To be clear, if you’re sharing an entity with the Google Assistant, for example, it still needs to be supported. Not every device will be controllable or will work once exposed to it, but you might be surprised by what can be. For example, I can even allow devices to join my Zigbee2MQTT network from Google Assistant or Alexa, as the switch in Home Assistant that enables devices to join is understood by both services. I don’t use it all the time, but it’s nice to give voice control options to devices that I previously couldn’t control with my voice. I can even ask what the temperature is in the living room. So basically, the data goes through the following to get to my device:
- Zigbee temperature/humidity
- Zigbee2MQTT
- MQTT server
- Home Assistant
- Google Assistant
Without Home Assistant, this wouldn’t be possible. It’s really neat, and Nabu Casa makes it significantly easier to implement than it would have been had I opted to deploy Google Assistant myself. So much easier, in fact, that I probably wouldn’t even bother if Nabu Casa wasn’t an option. I find myself using this frequently, and I’m happy to pay the €7.50 a month fee ($6.50 in the US) to make it work and support the developers at the same time. The improved text-to-speech is great too, and I use it with my own Home Assistant dashboard to make announcements, like my Google Home Hub used to do.

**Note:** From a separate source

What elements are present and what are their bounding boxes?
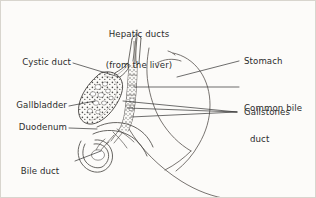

Nabu Casa is a great addition to my smart home
As someone still somewhat caught up in the Google ecosystem, Nabu Casa is a great addition that enables me to link my self-hosted services with Google Assistant. That’s the biggest advantage of the service to me, as the integration is seamless. That, alongside the remote access that I can use with ease and can even enable me to implement webhooks is yet another positive. Even the backup system, while flawed in my view, is still better than nothing, which I suspect may be the case with a lot of Home Assistant deployments.
If you’re on the fence and you love Home Assistant, the final argument that convinced me to take the plunge was simply the idea of supporting the developers. It’s a small price to pay for a service that my home relies on at this point, and given that it’s all shared entirely for free, I can’t help but feel like I should give back something. It’s a fantastic service, and Home Assistant is a great example of what open-source can enable.